A SPECIAL GIFT

by Renata Pipkin © 2003

My name is Ibukaina. When I was very young, my mother would say, “Ibu, you are special. The Moon Mother has given you a gift to help our people.” It took many moons for me to understand those words.

My story starts almost fifty moons ago. I was the youngest of eight children, the smallest by far. For a time, my mother wondered if I would even survive my first year. When the Moon Mother has a plan for you, however, it is not likely that even the worst of sicknesses will take you from this world. And with the tender care of my family, I grew strong as any of my brothers or sisters.

Our family was much larger then. We occupied the northernmost lands of the forest, and our clan was nearing one hundred members. Of course, we lived in separate family groups, but every spring, the groups would come together, and we would have a reunion, a chance for the old ones to get reacquainted and the young ones to get introduced. Then we would go our separate ways, distanced until the next spring, very seldom crossing paths.

I was fourteen moons old, however, the first time this changed. The clans came together at the end of summer, near the harvest moon. My mother hadn’t explained much on the journey, but I noticed she was saddened and wary, and I was old enough to understand that many of our people were gone.

That meeting changed my life forever. It was here that Mother explained to me what had happened and how important my gift was. The river, she said, had brought a new hunter to the forest, a creature whose eyes were empty as the creeks with no rain, whose hearts were as dry as the snowless winter air. Ferocious, ravenous beasts these were with claws and fangs that bit into our flesh like no other, and a scent that was enough to cause the bile to rise in one’s throat.

These beasts were the culprits for our missing kinsmen. They were a threat to our kind everywhere, and the Moon Mother had left it to me to stop them before our forest, our home, our people were destroyed.

Alone, I was sent to spy upon these creatures. I was terrified, I assure you, but Moon Mother had kissed me, and I would be safe. My snowy hair and icy blue eyes were evidence of that kiss, I was told many times, but just then, I didn’t feel so secure. Especially not when I first saw the monsters with my own eyes.

I crouched in the shadows of the forest, listening to the pounding of my heart, for that was all I could hear in that moment. The birds, the monkeys, even the crickets had gone into hiding from these terrors that didn’t belong. Twisted they were with crooked hands and smashed faces, tiny, flattened ears that looked as if they’d been half removed. And they smelled of death beyond anything that could be produced by the natural.

As I sat there watching them, I suddenly realized that I could understand them. Their snarls and growls shifted in my ears until they became words that I could understand. I thought I had been afraid before, but when the clarity found me, a new sort of terror ate at my soul, threatened to consume me. I must have gasped quite audibly, for in that moment, those monsters turned their hideous, lifeless gazes upon me, and I was frozen.

All their talk of hunting my people until we were no more ceased, and they stared wide-eyed at me. Not until a familiar scent touched my nose was I able to shake from my stony perch. I wasn’t sure if the smell of fear was coming from them or from somewhere else, but it overpowered that decaying, rotting scent that hung on their camp, and so I ran back into the forest, back to my people and told them everything I had heard.

That day, my people went into hiding, fighting our war from the dark of night, struggling against these beasts which, with my gift from Mother Moon, I discovered called themselves 'humans'. We learned to raid their camps and steal their belongings, always one step ahead of them by the grace of the Moon Mother. We even occasionally managed to steal one of their young. These at first we tried to raise ourselves in the hopes that a single young would grow up with an understanding he could carry back to the rest to stop our war. In the end, we learned we were better off eating them to prevent them from breeding more, for the human young lacked the mind to understand and speak the words of our kind, which they called 'wolf'.

I am old now, and my time here is almost done. But I will never truly be gone. This is my one prayer to the Moon Mother that my spirit will live on forever, in the minds and hearts of my people that I may continue to guide them and protect them, and in the nightmares of the humans, the great white wolf spirit that stalks them with eyes of the coldest winter skies sending fear upon them that they may leave our forest and let my people live in peace.

Tonight I lift up my voice to the Moon Mother, joined by my family in a haunting melody to honor those that have gone before at the hands of our enemy.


Task to complete
Copy exactly, and only, the lines from the line containing "The height and width of the screenshot is (708, 1259)." through the last line of the records below, both included, and leave out any pictures.

[Stored dataset items]
═══
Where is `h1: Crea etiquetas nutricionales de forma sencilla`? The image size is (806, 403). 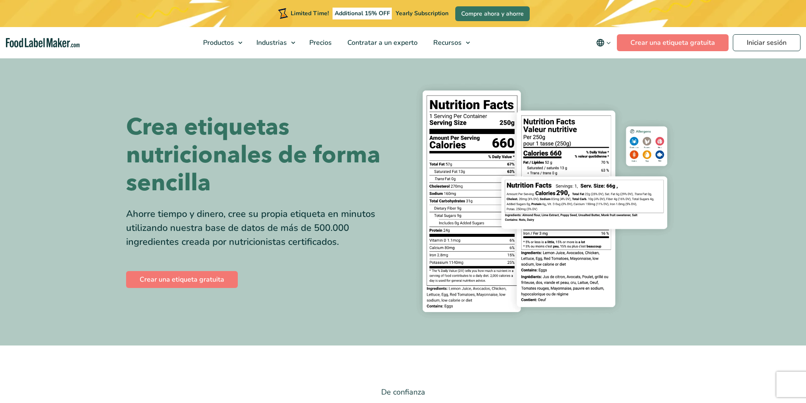
h1: Crea etiquetas nutricionales de forma sencilla is located at coordinates (261, 155).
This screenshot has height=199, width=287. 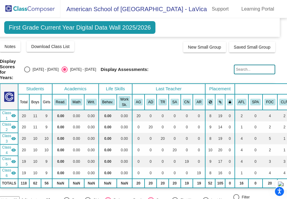 What do you see at coordinates (7, 115) in the screenshot?
I see `span: Class 1` at bounding box center [7, 115].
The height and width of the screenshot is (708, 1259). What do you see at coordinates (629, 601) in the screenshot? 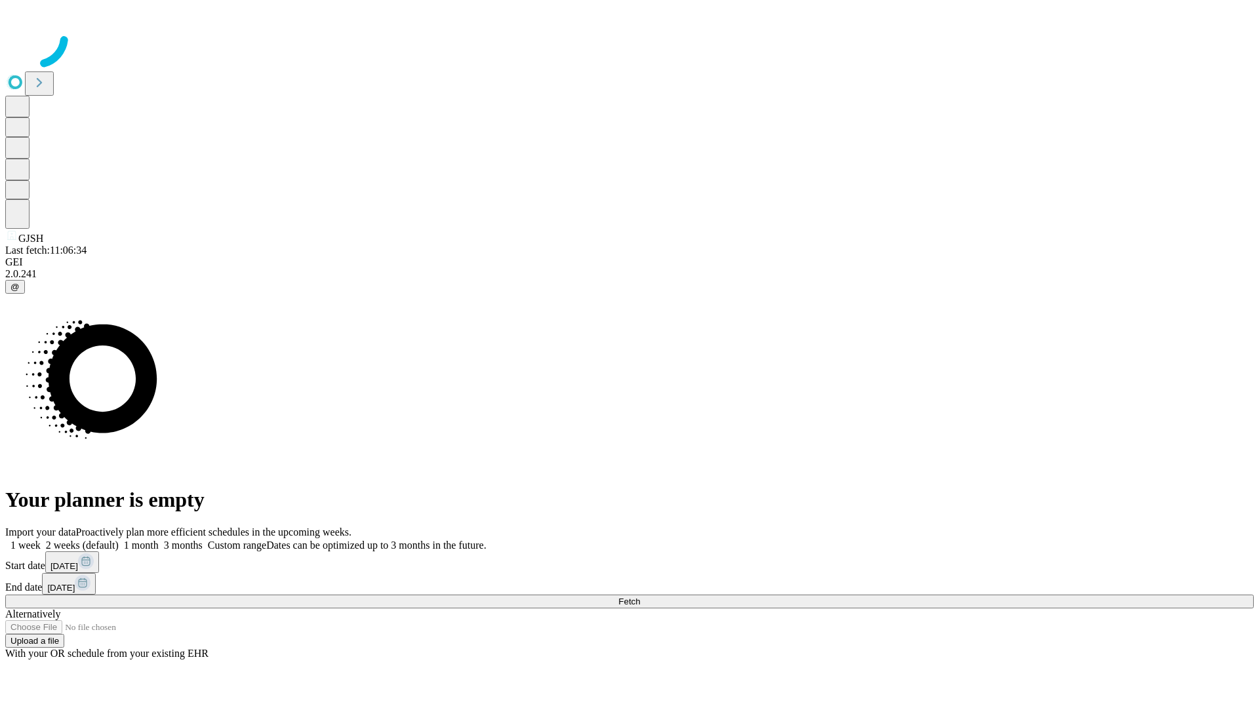
I see `span: Fetch` at bounding box center [629, 601].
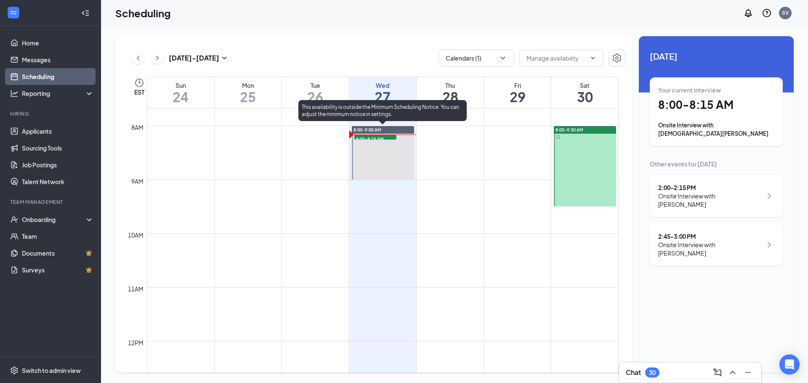 The height and width of the screenshot is (383, 808). What do you see at coordinates (732, 373) in the screenshot?
I see `button: ChevronUp` at bounding box center [732, 373].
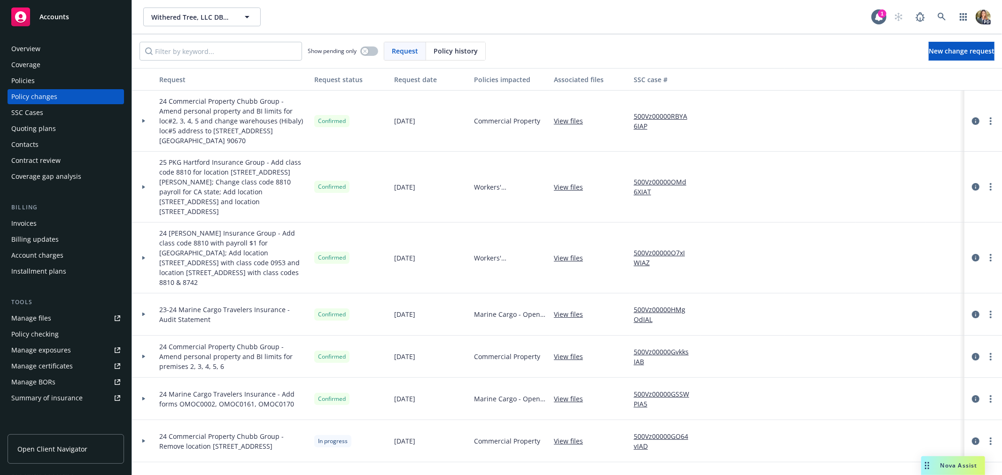  What do you see at coordinates (26, 49) in the screenshot?
I see `div: Overview` at bounding box center [26, 49].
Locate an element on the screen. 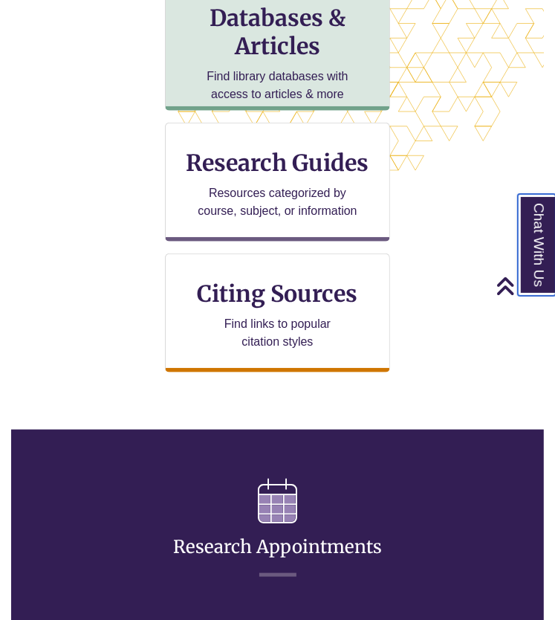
═══
Result for this exercise
The height and width of the screenshot is (708, 1259). What do you see at coordinates (629, 601) in the screenshot? 
I see `span: Fetch` at bounding box center [629, 601].
 The height and width of the screenshot is (383, 808). What do you see at coordinates (732, 373) in the screenshot?
I see `button: ChevronUp` at bounding box center [732, 373].
  What do you see at coordinates (26, 49) in the screenshot?
I see `div: Overview` at bounding box center [26, 49].
Locate an element on the screen. 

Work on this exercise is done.